Brock Clarke is the author of seven books of fiction, most recently a collection of short stories, The Price of the Haircut. His novels include The Happiest People in the World, Exley (which was a Kirkus Book of the Year, a finalist for the Maine Book Award, and a longlist finalist for the IMPAC Dublin Literary Award), and An Arsonist's Guide to Writers' Homes in New England (which was a national bestseller, and American Library Associate Notable Book of the Year, a #1 Book Sense Pick, a Borders Original Voices in Fiction selection, and a New York Times Book Review Editor's Choice pick). His books have been reprinted in a dozen international editions, and have been awarded the Mary McCarthy Prize for Fiction, the Prairie Schooner Book Series Prize, a National Endowment for Arts Fellowship, and an Ohio Council for the Arts Fellowship, among others.
Clarke's individual stories and essays have appeared in The New York Times Magazine, Boston Globe, Virginia Quarterly Review, One Story, The Believer, Georgia Review, New England Review, Southern Review, and have appeared in the annual Pushcart Prize and New Stories from the South anthologies, and on NPR's Selected Shorts.
Clarke lives in Portland, Maine and teaches creative writing at Bowdoin College and in The University of Tampa's low residency MFA program.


§ DESCRIPTION OF THE TASK: An unchanged copy of all the lines below is expected, and it should contain no pictures.

§ Source records:
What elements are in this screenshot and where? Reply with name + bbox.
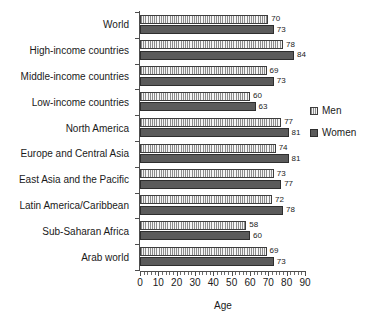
x-axis-major-tick [213, 272, 214, 276]
bar-women [140, 231, 250, 240]
bar-women [140, 25, 274, 34]
x-axis-tick-label: 90 [299, 277, 310, 289]
bar-men [140, 221, 246, 230]
x-axis-major-tick [232, 272, 233, 276]
x-axis-major-tick [177, 272, 178, 276]
bar-row: 60 [140, 92, 305, 101]
x-axis-minor-tick [217, 272, 218, 275]
bar-row: 77 [140, 180, 305, 189]
x-axis-minor-tick [239, 272, 240, 275]
x-axis-minor-tick [246, 272, 247, 275]
bar-value-label: 81 [289, 155, 301, 163]
bar-women [140, 206, 283, 215]
bar-row: 73 [140, 77, 305, 86]
x-axis-minor-tick [162, 272, 163, 275]
bar-row: 72 [140, 195, 305, 204]
x-axis-minor-tick [265, 272, 266, 275]
bar-row: 78 [140, 40, 305, 49]
category-label: Europe and Central Asia [0, 141, 134, 167]
bar-value-label: 73 [274, 26, 286, 34]
x-axis-major-tick [158, 272, 159, 276]
bar-row: 73 [140, 169, 305, 178]
x-axis-minor-tick [173, 272, 174, 275]
y-axis-tick [135, 218, 139, 219]
bar-row: 81 [140, 128, 305, 137]
y-axis-tick [135, 89, 139, 90]
category-axis-labels: WorldHigh-income countriesMiddle-income … [0, 12, 134, 270]
bar-women [140, 102, 256, 111]
x-axis-minor-tick [276, 272, 277, 275]
y-axis-tick [135, 64, 139, 65]
bar-women [140, 154, 289, 163]
bar-women [140, 128, 289, 137]
bar-row: 81 [140, 154, 305, 163]
x-axis-minor-tick [279, 272, 280, 275]
y-axis-tick [135, 167, 139, 168]
bar-value-label: 60 [250, 92, 262, 100]
bar-value-label: 78 [283, 41, 295, 49]
bar-value-label: 72 [272, 196, 284, 204]
category-label: High-income countries [0, 38, 134, 64]
bar-value-label: 73 [274, 258, 286, 266]
x-axis-tick-label: 40 [208, 277, 219, 289]
x-axis-tick-label: 10 [153, 277, 164, 289]
category-label: Sub-Saharan Africa [0, 218, 134, 244]
legend-label-women: Women [322, 127, 356, 138]
x-axis-minor-tick [144, 272, 145, 275]
category-label: World [0, 12, 134, 38]
legend-item-men: Men [310, 105, 372, 116]
x-axis-minor-tick [221, 272, 222, 275]
bar-men [140, 118, 281, 127]
bar-value-label: 74 [276, 144, 288, 152]
x-axis-minor-tick [169, 272, 170, 275]
bar-row: 73 [140, 257, 305, 266]
x-axis-minor-tick [206, 272, 207, 275]
bar-row: 84 [140, 51, 305, 60]
bar-women [140, 180, 281, 189]
bar-row: 70 [140, 15, 305, 24]
y-axis-tick [135, 141, 139, 142]
x-axis-minor-tick [254, 272, 255, 275]
x-axis-minor-tick [301, 272, 302, 275]
x-axis-tick-labels: 0102030405060708090 [120, 277, 340, 291]
bar-row: 60 [140, 231, 305, 240]
bar-men [140, 195, 272, 204]
legend-item-women: Women [310, 127, 372, 138]
x-axis-minor-tick [283, 272, 284, 275]
bar-value-label: 73 [274, 77, 286, 85]
x-axis-minor-tick [147, 272, 148, 275]
bar-group: 5860 [140, 221, 305, 241]
bar-group: 7377 [140, 169, 305, 189]
y-axis-tick [135, 193, 139, 194]
x-axis-minor-tick [184, 272, 185, 275]
bar-group: 7278 [140, 195, 305, 215]
y-axis-tick [135, 270, 139, 271]
bar-row: 69 [140, 66, 305, 75]
x-axis-tick-label: 80 [281, 277, 292, 289]
y-axis-tick [135, 115, 139, 116]
x-axis-minor-tick [224, 272, 225, 275]
x-axis-tick-label: 30 [189, 277, 200, 289]
bar-row: 74 [140, 144, 305, 153]
x-axis-tick-label: 0 [137, 277, 143, 289]
bar-row: 78 [140, 206, 305, 215]
x-axis-minor-tick [180, 272, 181, 275]
x-axis-major-tick [140, 272, 141, 276]
bar-row: 58 [140, 221, 305, 230]
x-axis-tick-label: 20 [171, 277, 182, 289]
bar-value-label: 69 [267, 67, 279, 75]
life-expectancy-bar-chart: WorldHigh-income countriesMiddle-income … [0, 0, 375, 328]
legend-swatch-men-icon [310, 107, 318, 115]
x-axis-minor-tick [155, 272, 156, 275]
bar-value-label: 69 [267, 247, 279, 255]
bar-men [140, 247, 267, 256]
x-axis-minor-tick [235, 272, 236, 275]
bar-men [140, 144, 276, 153]
bar-women [140, 257, 274, 266]
x-axis-major-tick [305, 272, 306, 276]
x-axis-minor-tick [151, 272, 152, 275]
bar-value-label: 73 [274, 170, 286, 178]
plot-area: 7073788469736063778174817377727858606973 [140, 12, 305, 270]
bar-row: 77 [140, 118, 305, 127]
category-label: Middle-income countries [0, 64, 134, 90]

§ EXPECTED ANSWER:
What elements are in this screenshot and where? Reply with name + bbox.
x-axis-major-tick [213, 272, 214, 276]
bar-women [140, 231, 250, 240]
bar-women [140, 25, 274, 34]
x-axis-tick-label: 90 [299, 277, 310, 289]
bar-men [140, 221, 246, 230]
x-axis-major-tick [232, 272, 233, 276]
x-axis-major-tick [177, 272, 178, 276]
bar-row: 60 [140, 92, 305, 101]
x-axis-minor-tick [217, 272, 218, 275]
bar-row: 77 [140, 180, 305, 189]
x-axis-minor-tick [239, 272, 240, 275]
x-axis-minor-tick [246, 272, 247, 275]
bar-value-label: 81 [289, 155, 301, 163]
bar-women [140, 206, 283, 215]
bar-row: 73 [140, 77, 305, 86]
x-axis-minor-tick [162, 272, 163, 275]
bar-row: 72 [140, 195, 305, 204]
x-axis-minor-tick [265, 272, 266, 275]
bar-row: 78 [140, 40, 305, 49]
category-label: Europe and Central Asia [0, 141, 134, 167]
bar-value-label: 73 [274, 26, 286, 34]
x-axis-major-tick [158, 272, 159, 276]
bar-row: 73 [140, 169, 305, 178]
x-axis-minor-tick [173, 272, 174, 275]
y-axis-tick [135, 218, 139, 219]
bar-row: 81 [140, 128, 305, 137]
y-axis-tick [135, 89, 139, 90]
category-axis-labels: WorldHigh-income countriesMiddle-income … [0, 12, 134, 270]
bar-women [140, 102, 256, 111]
x-axis-minor-tick [276, 272, 277, 275]
y-axis-tick [135, 64, 139, 65]
bar-women [140, 154, 289, 163]
bar-women [140, 128, 289, 137]
bar-row: 81 [140, 154, 305, 163]
x-axis-minor-tick [279, 272, 280, 275]
y-axis-tick [135, 167, 139, 168]
bar-value-label: 60 [250, 92, 262, 100]
bar-value-label: 78 [283, 41, 295, 49]
bar-value-label: 72 [272, 196, 284, 204]
category-label: High-income countries [0, 38, 134, 64]
bar-value-label: 73 [274, 258, 286, 266]
x-axis-tick-label: 40 [208, 277, 219, 289]
x-axis-tick-label: 10 [153, 277, 164, 289]
category-label: Sub-Saharan Africa [0, 218, 134, 244]
legend-label-women: Women [322, 127, 356, 138]
x-axis-minor-tick [144, 272, 145, 275]
category-label: World [0, 12, 134, 38]
legend-item-men: Men [310, 105, 372, 116]
x-axis-minor-tick [221, 272, 222, 275]
bar-men [140, 118, 281, 127]
bar-value-label: 74 [276, 144, 288, 152]
x-axis-minor-tick [169, 272, 170, 275]
bar-row: 73 [140, 257, 305, 266]
x-axis-minor-tick [206, 272, 207, 275]
bar-row: 84 [140, 51, 305, 60]
bar-women [140, 180, 281, 189]
bar-row: 70 [140, 15, 305, 24]
y-axis-tick [135, 141, 139, 142]
x-axis-minor-tick [254, 272, 255, 275]
x-axis-minor-tick [301, 272, 302, 275]
x-axis-tick-labels: 0102030405060708090 [120, 277, 340, 291]
bar-row: 60 [140, 231, 305, 240]
bar-men [140, 195, 272, 204]
legend-item-women: Women [310, 127, 372, 138]
x-axis-minor-tick [283, 272, 284, 275]
bar-value-label: 73 [274, 77, 286, 85]
x-axis-minor-tick [147, 272, 148, 275]
bar-group: 5860 [140, 221, 305, 241]
bar-group: 7377 [140, 169, 305, 189]
y-axis-tick [135, 193, 139, 194]
x-axis-minor-tick [184, 272, 185, 275]
bar-group: 7278 [140, 195, 305, 215]
y-axis-tick [135, 270, 139, 271]
bar-row: 69 [140, 66, 305, 75]
x-axis-tick-label: 80 [281, 277, 292, 289]
y-axis-tick [135, 115, 139, 116]
x-axis-minor-tick [224, 272, 225, 275]
x-axis-tick-label: 30 [189, 277, 200, 289]
bar-row: 74 [140, 144, 305, 153]
x-axis-tick-label: 0 [137, 277, 143, 289]
bar-row: 78 [140, 206, 305, 215]
x-axis-minor-tick [180, 272, 181, 275]
x-axis-major-tick [140, 272, 141, 276]
bar-row: 58 [140, 221, 305, 230]
x-axis-tick-label: 20 [171, 277, 182, 289]
bar-value-label: 69 [267, 67, 279, 75]
life-expectancy-bar-chart: WorldHigh-income countriesMiddle-income … [0, 0, 375, 328]
legend-swatch-men-icon [310, 107, 318, 115]
x-axis-minor-tick [155, 272, 156, 275]
bar-value-label: 69 [267, 247, 279, 255]
bar-men [140, 247, 267, 256]
x-axis-minor-tick [235, 272, 236, 275]
bar-men [140, 144, 276, 153]
bar-women [140, 257, 274, 266]
x-axis-major-tick [305, 272, 306, 276]
x-axis-minor-tick [151, 272, 152, 275]
bar-value-label: 73 [274, 170, 286, 178]
plot-area: 7073788469736063778174817377727858606973 [140, 12, 305, 270]
bar-row: 77 [140, 118, 305, 127]
category-label: Middle-income countries [0, 64, 134, 90]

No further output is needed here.